- [YOUR GOAL]:
The required output is an exact copy of the lines from the one containing "pixels, height=386 pixels." through the end of the entries below, with pictures removed.
——
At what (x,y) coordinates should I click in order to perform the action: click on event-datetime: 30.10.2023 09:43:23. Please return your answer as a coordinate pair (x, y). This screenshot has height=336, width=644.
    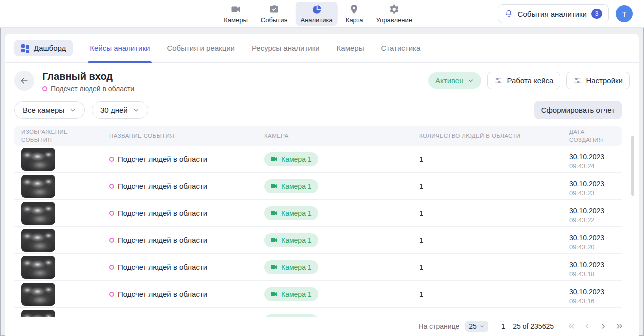
    Looking at the image, I should click on (592, 186).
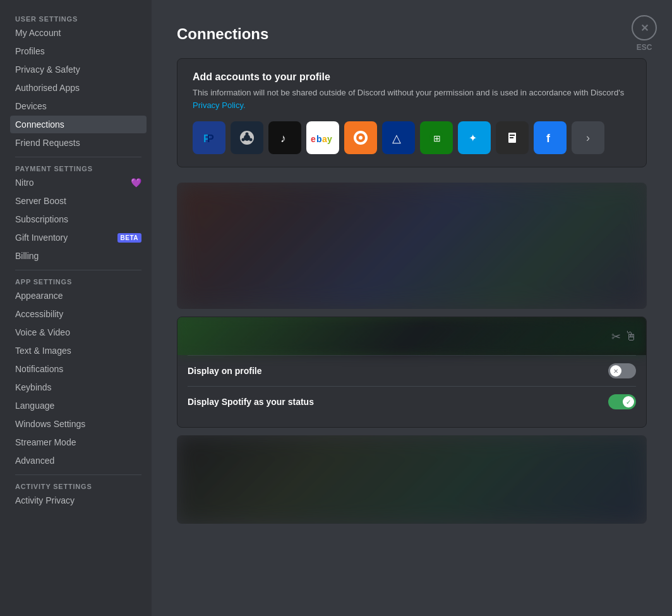 The width and height of the screenshot is (672, 616). Describe the element at coordinates (631, 336) in the screenshot. I see `cursor-icon: 🖱` at that location.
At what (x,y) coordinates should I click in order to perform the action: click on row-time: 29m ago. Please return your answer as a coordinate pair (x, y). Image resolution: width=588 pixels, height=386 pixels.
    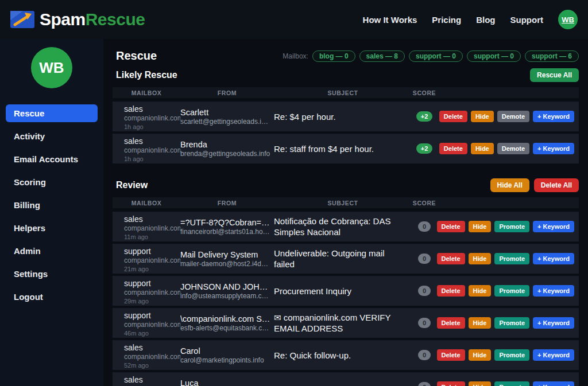
    Looking at the image, I should click on (151, 301).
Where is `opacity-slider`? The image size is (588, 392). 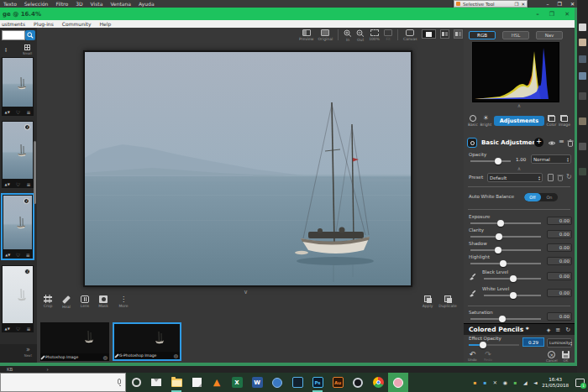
——
- [FINISHED TASK]:
At what (x,y) coordinates should I click in order to perform the action: click on row-time: 29m ago. Please return your answer as a coordinate pair (x, y). Image resolution: width=588 pixels, height=386 pixels.
    Looking at the image, I should click on (151, 301).
Where is `opacity-slider`? The image size is (588, 392). 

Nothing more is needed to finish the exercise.